Monday 2 February 2009

But can you eat it?

The text for today’s lesson comes from the late great Edmundo Ros, whose sepulchral tones ring in my ear as I type: "It’s illegal, it’s immoral or it makes you fat!"

Healthy eating – OK, the advice from "experts varies daily, but is there someone who can help us eat healthily (and maybe enjoy our food as well)?

A picture of health

In current UK use, the word "agency" can make the blood run cold. Government agencies run amok through our society, with politicians running behind them whining "not my responsibility". So why bother with the website of the Food Standards Agency?

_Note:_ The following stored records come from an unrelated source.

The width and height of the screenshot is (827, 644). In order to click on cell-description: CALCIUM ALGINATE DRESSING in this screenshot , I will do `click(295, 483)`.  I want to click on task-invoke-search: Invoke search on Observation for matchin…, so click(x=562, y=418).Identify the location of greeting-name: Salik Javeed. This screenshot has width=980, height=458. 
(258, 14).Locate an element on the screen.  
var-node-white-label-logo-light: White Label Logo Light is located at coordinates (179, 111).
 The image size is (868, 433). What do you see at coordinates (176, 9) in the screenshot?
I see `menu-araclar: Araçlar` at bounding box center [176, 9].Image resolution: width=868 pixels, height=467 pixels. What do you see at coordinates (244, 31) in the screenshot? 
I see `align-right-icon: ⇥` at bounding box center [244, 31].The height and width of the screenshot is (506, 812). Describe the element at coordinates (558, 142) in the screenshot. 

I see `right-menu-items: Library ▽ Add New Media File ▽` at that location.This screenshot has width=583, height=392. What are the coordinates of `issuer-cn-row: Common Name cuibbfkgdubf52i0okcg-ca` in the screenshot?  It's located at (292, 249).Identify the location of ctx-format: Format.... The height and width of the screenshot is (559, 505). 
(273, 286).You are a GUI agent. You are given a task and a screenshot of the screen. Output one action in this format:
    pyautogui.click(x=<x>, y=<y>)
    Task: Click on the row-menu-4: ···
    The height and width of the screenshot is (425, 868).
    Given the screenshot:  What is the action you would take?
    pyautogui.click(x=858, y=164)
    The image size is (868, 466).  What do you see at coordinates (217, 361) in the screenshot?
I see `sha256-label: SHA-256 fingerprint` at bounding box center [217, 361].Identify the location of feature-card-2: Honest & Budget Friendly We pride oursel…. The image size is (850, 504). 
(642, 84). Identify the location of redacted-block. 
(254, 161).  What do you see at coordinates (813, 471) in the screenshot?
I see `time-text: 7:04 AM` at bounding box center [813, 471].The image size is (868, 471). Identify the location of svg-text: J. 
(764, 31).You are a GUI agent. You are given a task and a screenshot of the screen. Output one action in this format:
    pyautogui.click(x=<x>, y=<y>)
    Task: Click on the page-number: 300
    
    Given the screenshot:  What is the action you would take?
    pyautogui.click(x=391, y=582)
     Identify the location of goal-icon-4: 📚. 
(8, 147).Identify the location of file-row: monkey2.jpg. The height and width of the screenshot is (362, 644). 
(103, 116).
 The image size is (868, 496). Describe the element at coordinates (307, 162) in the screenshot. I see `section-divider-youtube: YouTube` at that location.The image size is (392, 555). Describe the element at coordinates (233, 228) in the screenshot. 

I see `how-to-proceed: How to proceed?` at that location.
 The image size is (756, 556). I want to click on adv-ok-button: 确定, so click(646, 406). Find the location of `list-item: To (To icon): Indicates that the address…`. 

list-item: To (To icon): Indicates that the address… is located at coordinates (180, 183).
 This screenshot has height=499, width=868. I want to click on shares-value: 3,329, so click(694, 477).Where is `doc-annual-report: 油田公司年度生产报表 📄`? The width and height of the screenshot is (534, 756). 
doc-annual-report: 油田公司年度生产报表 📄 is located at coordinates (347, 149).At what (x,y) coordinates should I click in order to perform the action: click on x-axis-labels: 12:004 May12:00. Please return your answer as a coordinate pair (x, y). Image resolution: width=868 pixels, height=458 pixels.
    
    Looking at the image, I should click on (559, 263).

The FSA seems to have received some good advice on how to run a website which informs without hysteria or too much gobbledegoop. OK, they always have line-up of warnings about who’s trying to poison us this week, but even these steer well clear of raging headlines and overblown prose. But let’s leave the poxy peanuts and the rest, and have a look at what they say about nutrition (there’s a link in the left hand column).

In terms of eating well myself (I try, I try) I was attracted by the section entitled "Using the eatwell plate". Now the eatwell plate is an attempt to make a balanced diet possible for people who nod off during well-intended lectures on nutrition. There’s a lovely picture of a plate, divided in proportion to the amounts of food types you should be eating – meat and fish, fruit and veg, rice and spuds, and so on. I was going to liken it to a pie-chart, but somehow that doesn’t seem appropriate!

You can read some rather careful words about using the eatwell plate concept, but the picture itself, along with some useful external links, makes a good start on its own – you can get a larger-sized picture to print off and tape to the side of your deep-fat fryer.

(From the Gateway to websites, select "Home & garden". The Food Standards Agency is under "Food and drink".)

Oh, you know, I just threw it off!

You know how it is: you look in the kitchen, you find a few bananas, and a bit of old chicken in the fridge, and you need to rustle up a little something in about half an hour. What to do? Turn to the Recipe Search, that’s what. And thirty minutes later you impress your guests with Chicken Maryland with fried Banana.

The Recipe Search comes from Sainsbury’s, who obviously want you to toddle down to the nearest branch and buy any of the ingredients you don’t have to hand. But the website is freely available, so you can buy the stuff wherever you like.

Mind you, for the chicken and banana concoction you need an oven. So I’m not sure what I’ll be able to do with them using a microwave and a toaster. Bearing in mind that "Mama Don’Wan’No Peas An’ Rice An’Coconut Oil" (Count Basie).

(From the Gateway to websites, select "Home & garden". Recipe Search is under "Food and drink".)